On a Saturday evening in June, the dance floor at Santa Monica's Central Social Aid & Pleasure Club was packed with patrons enthusiastically dancing, singing and doing call-and-response with the DJ. It's a scene that could have been unfolding on umpteen dance floors across the city, but in this case, something very different was going on.

The cool-kid crowd was moving and grooving to silence. Or so it seemed.


Actually, the revelers were taking part in a phenomenon known as "silent
disco," a dance party where the booming music is both private and shared. Instead of getting their audio fix from the massive speakers found at most dance clubs, partygoers donned custom wireless headphones to tune in to a live DJ broadcast.

The term silent disco was coined in 2005 at the U.K.'s Glastonbury Festival, where headphones were used to share music en masse without violating local noise restrictions. Robbie "Motion Potion" Kowal, a San Francisco-based DJ, was the first to try the concept in the U.S. at Tennessee's Bonnaroo Music & Arts Festival in 2006. Since then, he's invested in his own set of 1,000-plus headphones and has taken silent disco on the road to clubs, festivals and public spaces where noise ordinances would otherwise make a dance party impossible.

Friday night will be his third time bringing silent disco to Central since the club opened to the public last September.


"It's becoming one of our signature parties," said Rory Lovett, one of Central's co-owners. Due to its growing popularity, he said, Central has decided to make it a monthly event second Saturdays starting in December.


According to Kowal, one of the things that makes silent disco such a crowd-pleaser is the "voyeuristic passerby factor." In previous months, the party at Central has spilled out onto 14th Street. People who stumble upon it "can't even conceptualize what the heck is going on because they see people dancing around and they don't hear anything," he said.

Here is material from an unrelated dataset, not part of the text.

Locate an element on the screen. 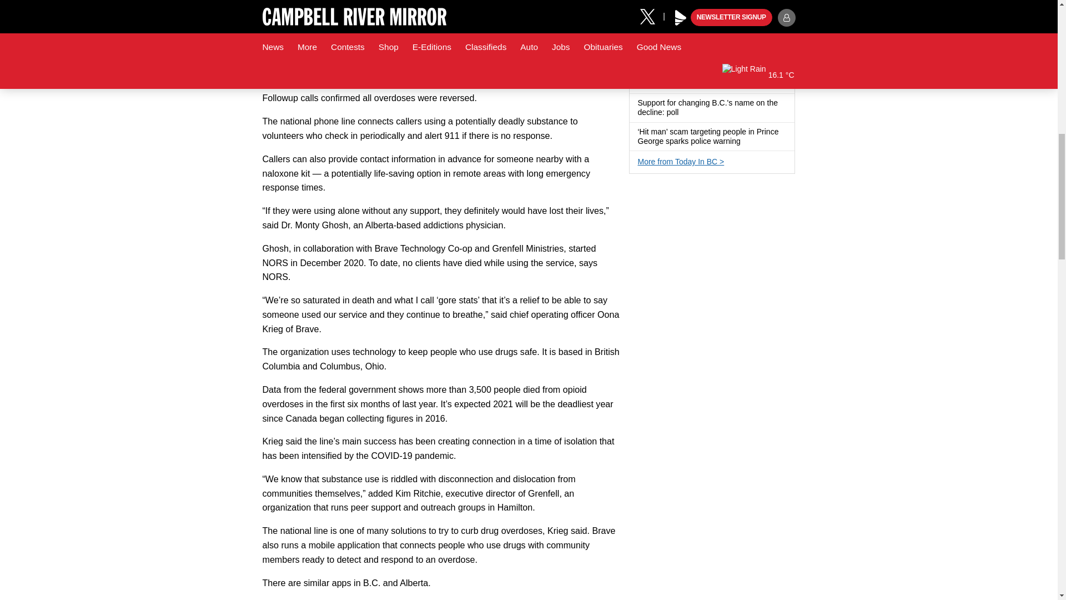  Has a gallery is located at coordinates (721, 27).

Kowal thinks the "unintentional comedy factor," as he put it, is equally compelling. "You see people trying to sing along and not knowing the words ... or pretending to know the words so their friends think that they [do]," he said. "So much of club culture now is so over-serious.... This has a way of bringing the smiles and laughter back."


Stephanie Tucker of Hollywood, who in June was attending her second silent disco night at Central, said that "on a normal dance floor, everyone stays in their little circles." But at silent disco, she's experienced more interaction among strangers. "It's almost like because everybody has got the headphones on that we all have something in common."


The headphone concept encourages more conversation too. Dancers can take their headsets off (or turn down the volume) at will to chat with someone, and the lack of a sound system means they can actually hear one another — an option, well, unheard of in conventional clubs. "It's not this inescapable pounding DJ set," said Lovett.


Those tuning in to Kowal's broadcast will hear his signature blend of rare groove and album rock reimagined as dance mixes — in June, his "Good Vibrations" mix included the
Beach Boys and Marky Mark. Friday night he'll be joined on the decks by Los Angeles-based DJ Quickie Mart.

Kowal will also be bringing silent disco to the sprawling Sunset Strip Music Festival on Saturday. See the website for details as they emerge: http://www.sunsetstripmusicfestival.com.


Silent disco "favors more adventurous music," said Kowal. Participants are "really listening ... because you put those headphones on and it goes directly from the DJ's brain into yours."